Ukraine claimed responsibility for the assassination of a senior Russian general yesterday in Moscow.

So what? Russia can take the hit. This is the face of an increasingly asymmetric war in which

  • Ukraine’s defenders are outgunned on their own territory;
  • Ukrainian special forces seek targets of opportunity on Russia’s territory; and
  • Vladimir Putin’s roaring economy shrugs off western sanctions by turning east and south.

The target. General Igor Kirillov served as a mouthpiece for Russian propaganda and as head of Russia’s nuclear, chemical and biological defence forces was accused of using chemical weapons against Ukrainian soldiers. Britain imposed sanctions on Kirillov in October.

Downing Street said he won’t be mourned; Russia can manage without him too.

Total war. Nearly three years after its full-scale invasion of Ukraine, Russia’s war economy is running hot but shows little sign of blowing up. Record defence spending at 6 per cent of GDP (or a third of all government spending) is driving up wages and enriching elites.

Sanctions were meant to cut off Russia’s oil and gas revenues too. Instead…

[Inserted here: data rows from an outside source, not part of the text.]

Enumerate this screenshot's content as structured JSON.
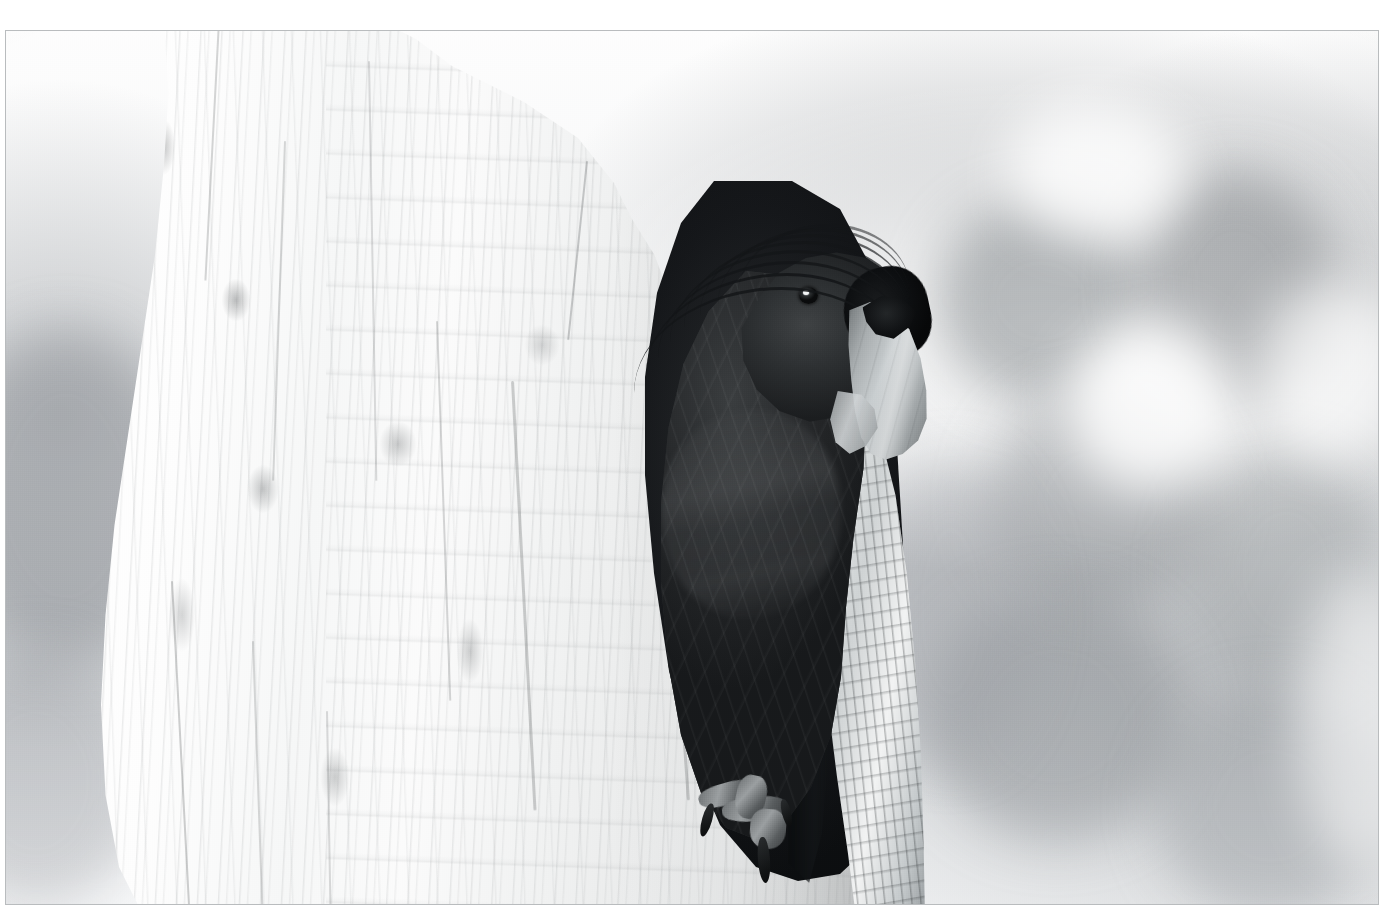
{
  "page": {
    "width": 1399,
    "height": 915,
    "background_color": "#ffffff"
  },
  "frame": {
    "name": "photo-border",
    "left": 5,
    "top": 30,
    "width": 1374,
    "height": 875,
    "border_color": "#b9bcbe",
    "border_width_px": 1
  },
  "photo": {
    "title": "Palm cockatoo at tree hollow",
    "medium": "black-and-white photograph",
    "orientation": "landscape",
    "caption": "",
    "tonality": {
      "key": "high-key",
      "darkest_value": "#0c0e10",
      "lightest_value": "#ffffff",
      "midtone_value": "#9aa0a3"
    },
    "palette": {
      "paper_white": "#ffffff",
      "trunk_highlight": "#fdfdfd",
      "trunk_midtone": "#e8eaea",
      "bark_shadow": "#8d9295",
      "background_grey": "#9aa0a3",
      "plumage_dark": "#212426",
      "plumage_black": "#0d0f11",
      "beak_pale": "#c8cdcf",
      "hollow_black": "#15171a"
    },
    "subjects": [
      {
        "name": "tree-trunk",
        "description": "Large pale bleached eucalyptus trunk filling the left two-thirds of the frame, with fine vertical grain striations, faint horizontal ring bands and dark lichen speckles."
      },
      {
        "name": "tree-hollow",
        "description": "Dark vertical nest cavity in the right side of the trunk with a ragged splintered pale bark rim."
      },
      {
        "name": "cockatoo",
        "description": "Dark palm cockatoo perched in the hollow entrance, facing right.",
        "parts": [
          {
            "name": "crest",
            "description": "Long recurved black crest feathers sweeping back over the trunk"
          },
          {
            "name": "head",
            "description": "Dark rounded head with pale eye-ring catchlight"
          },
          {
            "name": "eye",
            "description": "Small dark eye with a bright specular catchlight"
          },
          {
            "name": "cheek-patch",
            "description": "Black bare facial patch behind the beak"
          },
          {
            "name": "beak",
            "description": "Very large pale curved bill with a dark hooked upper tip"
          },
          {
            "name": "breast",
            "description": "Dark sooty breast with soft horizontal feather banding"
          },
          {
            "name": "foot",
            "description": "Zygodactyl grey foot with dark claws gripping the lower rim of the hollow"
          }
        ]
      },
      {
        "name": "background",
        "description": "Heavily blurred high-key foliage bokeh — soft grey blobs on near-white, at the right edge and far left edge of the frame."
      }
    ],
    "composition": {
      "trunk_region": "x 0-860",
      "hollow_region": "x 612-912, y 150-850",
      "bird_region": "x 640-930, y 200-860",
      "background_region": "right of x 900 and left of x 170"
    }
  }
}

  • Russian oil is fetching on average $70 a barrel – five times its average production cost – despite an ineffectual $60 EU price cap.
  • An illegal ‘shadow’ tanker fleet ships 90 per cent of Russia’s seaborne oil in defiance of the cap, mainly to India, China and elsewhere in Asia.
  • At $240 billion, fossil fuel revenues for 2024 will nearly match record levels set in 2022.
  • The EU still buys half Russia’s LNG exports and 40 per cent of Russia’s pipeline gas despite being signed up in principle to sanctions and the cap.

Guns galore. Russia doesn’t publish its arms output but its “Other Metal Goods” production has almost tripled since 2021. Munitions factories, running 24 hours a day, added 520,000 new workers in 2023 and aimed to recruit another 160,000 in 2024.

In addition

  • Putin claims a tenfold increase in Russian drone production since last year (although some may be being made in China); and
  • his projected record military spending of $126 billion next year would have purchasing power equivalent to €350 billion in Ger­many.

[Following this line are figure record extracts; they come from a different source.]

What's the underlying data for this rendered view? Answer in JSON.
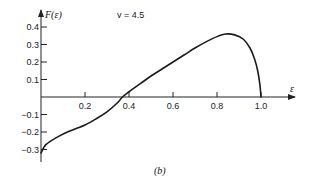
{
  "chart_data": {
    "type": "line",
    "title": "",
    "panel_label": "(b)",
    "xlabel": "ε",
    "ylabel": "F(ε)",
    "annotation": "v = 4.5",
    "xlim": [
      0,
      1.15
    ],
    "ylim": [
      -0.35,
      0.45
    ],
    "grid": false,
    "legend": "none",
    "x_ticks": [
      0.2,
      0.4,
      0.6,
      0.8,
      1.0
    ],
    "x_tick_labels": [
      "0.2",
      "0.4",
      "0.6",
      "0.8",
      "1.0"
    ],
    "y_ticks": [
      0.4,
      0.3,
      0.2,
      0.1,
      -0.1,
      -0.2,
      -0.3
    ],
    "y_tick_labels": [
      "0.4",
      "0.3",
      "0.2",
      "0.1",
      "−0.1",
      "−0.2",
      "−0.3"
    ],
    "series": [
      {
        "name": "F(ε), v = 4.5",
        "x": [
          0.0,
          0.01,
          0.02,
          0.04,
          0.08,
          0.12,
          0.16,
          0.2,
          0.25,
          0.3,
          0.35,
          0.37,
          0.4,
          0.45,
          0.5,
          0.55,
          0.6,
          0.65,
          0.7,
          0.75,
          0.8,
          0.84,
          0.88,
          0.92,
          0.95,
          0.97,
          0.985,
          0.995,
          1.0
        ],
        "y": [
          -0.32,
          -0.295,
          -0.275,
          -0.255,
          -0.225,
          -0.2,
          -0.18,
          -0.16,
          -0.125,
          -0.085,
          -0.03,
          0.0,
          0.03,
          0.075,
          0.12,
          0.16,
          0.2,
          0.24,
          0.28,
          0.315,
          0.345,
          0.36,
          0.355,
          0.33,
          0.28,
          0.22,
          0.15,
          0.07,
          0.0
        ]
      }
    ]
  }
}
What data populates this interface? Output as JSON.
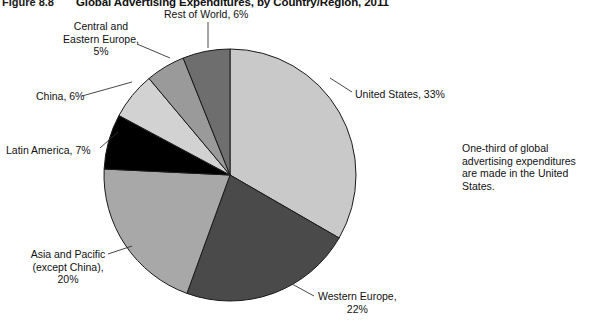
{
  "figure": {
    "number": "Figure 8.8",
    "title": "Global Advertising Expenditures, by Country/Region, 2011"
  },
  "side_note": {
    "text": "One-third of global advertising expenditures are made in the United States."
  },
  "colors": {
    "united_states": "#c9c9c9",
    "western_europe": "#4a4a4a",
    "asia_pacific": "#a8a8a8",
    "latin_america": "#000000",
    "china": "#d2d2d2",
    "central_eastern_europe": "#9a9a9a",
    "rest_of_world": "#6e6e6e",
    "outline": "#1a1a1a",
    "leader": "#333333",
    "background": "#ffffff"
  },
  "geometry": {
    "cx": 230,
    "cy": 175,
    "r": 126,
    "start_angle_deg": -90
  },
  "labels": {
    "united_states": "United States, 33%",
    "western_europe": "Western Europe,\n22%",
    "asia_pacific": "Asia and Pacific\n(except China),\n20%",
    "latin_america": "Latin America, 7%",
    "china": "China, 6%",
    "central_eastern_europe": "Central and\nEastern Europe,\n5%",
    "rest_of_world": "Rest of World, 6%"
  },
  "leaders": [
    {
      "name": "leader-rest-of-world",
      "x1": 208,
      "y1": 22,
      "x2": 208,
      "y2": 48
    },
    {
      "name": "leader-central-eastern-europe",
      "x1": 137,
      "y1": 44,
      "x2": 170,
      "y2": 58
    },
    {
      "name": "leader-china",
      "x1": 82,
      "y1": 96,
      "x2": 132,
      "y2": 82
    },
    {
      "name": "leader-latin-america",
      "x1": 100,
      "y1": 148,
      "x2": 118,
      "y2": 132
    },
    {
      "name": "leader-asia-pacific",
      "x1": 108,
      "y1": 254,
      "x2": 132,
      "y2": 246
    },
    {
      "name": "leader-western-europe",
      "x1": 314,
      "y1": 296,
      "x2": 292,
      "y2": 284
    },
    {
      "name": "leader-united-states",
      "x1": 352,
      "y1": 92,
      "x2": 330,
      "y2": 78
    }
  ],
  "chart_data": {
    "type": "pie",
    "title": "Global Advertising Expenditures, by Country/Region, 2011",
    "unit": "percent",
    "total": 99,
    "legend_position": "callout-labels",
    "categories": [
      "United States",
      "Western Europe",
      "Asia and Pacific (except China)",
      "Latin America",
      "China",
      "Central and Eastern Europe",
      "Rest of World"
    ],
    "values": [
      33,
      22,
      20,
      7,
      6,
      5,
      6
    ],
    "slices": [
      {
        "label": "United States",
        "value": 33,
        "color": "#c9c9c9"
      },
      {
        "label": "Western Europe",
        "value": 22,
        "color": "#4a4a4a"
      },
      {
        "label": "Asia and Pacific (except China)",
        "value": 20,
        "color": "#a8a8a8"
      },
      {
        "label": "Latin America",
        "value": 7,
        "color": "#000000"
      },
      {
        "label": "China",
        "value": 6,
        "color": "#d2d2d2"
      },
      {
        "label": "Central and Eastern Europe",
        "value": 5,
        "color": "#9a9a9a"
      },
      {
        "label": "Rest of World",
        "value": 6,
        "color": "#6e6e6e"
      }
    ],
    "annotation": "One-third of global advertising expenditures are made in the United States."
  }
}
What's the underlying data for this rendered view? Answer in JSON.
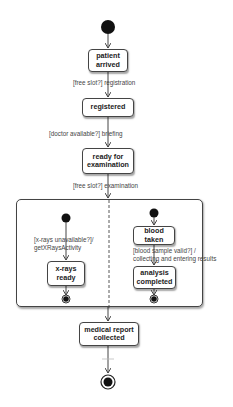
{
  "diagram": {
    "type": "UML state machine",
    "states": {
      "patient_arrived": "patient arrived",
      "registered": "registered",
      "ready_for_examination": "ready for examination",
      "xrays_ready": "x-rays ready",
      "blood_taken": "blood taken",
      "analysis_completed": "analysis completed",
      "medical_report_collected": "medical report collected"
    },
    "transitions": {
      "t_registration": "[free slot?] registration",
      "t_briefing": "[doctor available?] briefing",
      "t_examination": "[free slot?] examination",
      "t_xrays_line1": "[x-rays unavailable?]/",
      "t_xrays_line2": "getXRaysActivity",
      "t_blood_line1": "[blood sample valid?] /",
      "t_blood_line2": "collecting and entering results"
    },
    "composite_state": {
      "regions": [
        "x-rays region",
        "blood test region"
      ]
    },
    "colors": {
      "stroke": "#444444",
      "fill": "#ffffff",
      "node": "#111111",
      "text": "#222222"
    }
  }
}
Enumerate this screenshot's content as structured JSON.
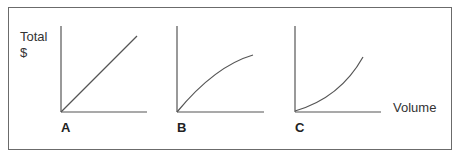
{
  "figure": {
    "y_axis_label_line1": "Total",
    "y_axis_label_line2": "$",
    "x_axis_label": "Volume",
    "panels": [
      {
        "label": "A",
        "shape": "linear"
      },
      {
        "label": "B",
        "shape": "concave (diminishing growth)"
      },
      {
        "label": "C",
        "shape": "convex (increasing growth)"
      }
    ],
    "colors": {
      "line": "#555555",
      "frame": "#6b6b6b",
      "text": "#333333"
    }
  }
}
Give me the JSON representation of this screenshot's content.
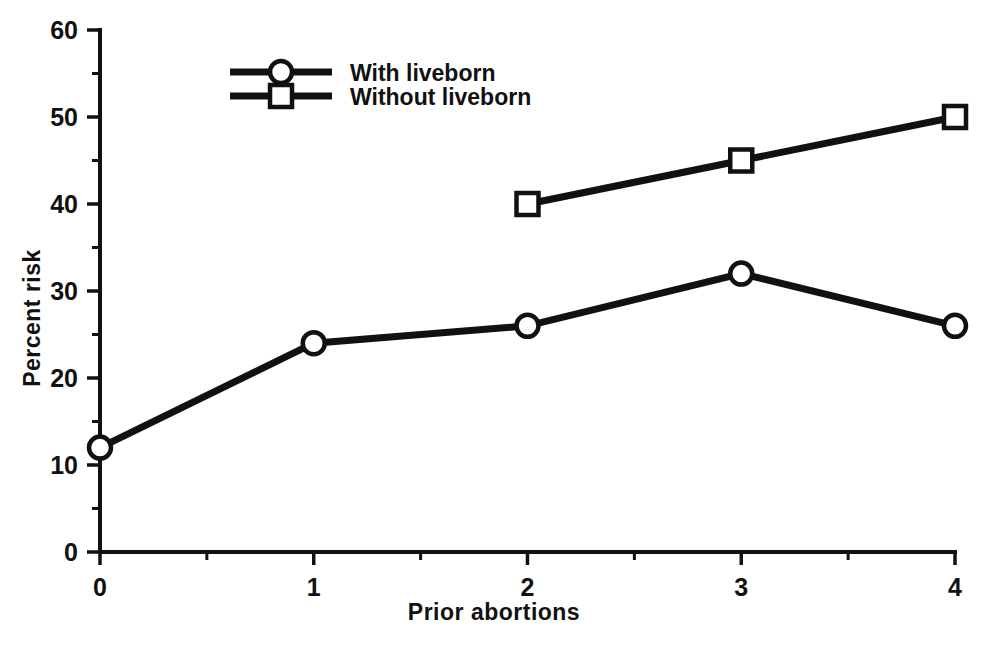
{
  "chart_data": {
    "type": "line",
    "title": "",
    "xlabel": "Prior abortions",
    "ylabel": "Percent risk",
    "x": [
      0,
      1,
      2,
      3,
      4
    ],
    "xlim": [
      0,
      4
    ],
    "ylim": [
      0,
      60
    ],
    "xticks": [
      "0",
      "1",
      "2",
      "3",
      "4"
    ],
    "yticks": [
      "0",
      "10",
      "20",
      "30",
      "40",
      "50",
      "60"
    ],
    "xtick_values": [
      0,
      1,
      2,
      3,
      4
    ],
    "ytick_values": [
      0,
      10,
      20,
      30,
      40,
      50,
      60
    ],
    "xminor_step": 0.5,
    "yminor_step": 5,
    "grid": false,
    "legend_position": "upper-left-inside",
    "series": [
      {
        "name": "With liveborn",
        "marker": "circle",
        "x": [
          0,
          1,
          2,
          3,
          4
        ],
        "values": [
          12,
          24,
          26,
          32,
          26
        ]
      },
      {
        "name": "Without liveborn",
        "marker": "square",
        "x": [
          2,
          3,
          4
        ],
        "values": [
          40,
          45,
          50
        ]
      }
    ],
    "colors": {
      "line": "#111111",
      "marker_fill": "#ffffff",
      "background": "#ffffff"
    }
  },
  "legend": {
    "items": [
      {
        "label": "With liveborn",
        "marker": "circle-marker-icon"
      },
      {
        "label": "Without liveborn",
        "marker": "square-marker-icon"
      }
    ]
  },
  "axes": {
    "x_title": "Prior abortions",
    "y_title": "Percent risk",
    "x_tick_labels": [
      "0",
      "1",
      "2",
      "3",
      "4"
    ],
    "y_tick_labels": [
      "0",
      "10",
      "20",
      "30",
      "40",
      "50",
      "60"
    ]
  }
}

Workers, not so much. What Russia lacks is labour. Unemployment is at 2.5 per cent and 80 per cent of companies have staff shortages. Central Asian migrant workers aren’t backfilling as usual: after the Crocus City Hall terrorist attack in March, reportedly carried out by Tajik nationals, they face increased checks and widespread xenophobia.

With army signing bonuses of up to $30,000 and combat wages up to five times average pre-war earnings, the private sector can barely compete. Packers of Snickers bars are reportedly being offered $4,100 a month.

Slump due? Maybe. At 9 per cent, inflation is more than twice as high as targeted by Elvira Nabiullina, the central bank governor whom Putin has tasked with paying for his war. She has raised interest rates to 21 per cent to try to control prices and sees growth falling from 3.5-4 per cent this year to 0.5-1.5 next – a recipe for stagflation, she admits.

Enter China. Beijing is a de facto ally in the war in every sense except boots on the ground (they’re provided by North Korea). It’s Russia’s most valuable buyer of coal, crude oil and oil products; and a key supplier of cars, clothing, raw materials and other goods affected by EU sanctions.

What’s more… Every month China exports to Russia more than $300 million worth of dual-use items including 70 per cent of the machine tools and 90 per cent of the microelectronics needed on the Ukrainian front. An assassination in Moscow is symbolic by comparison.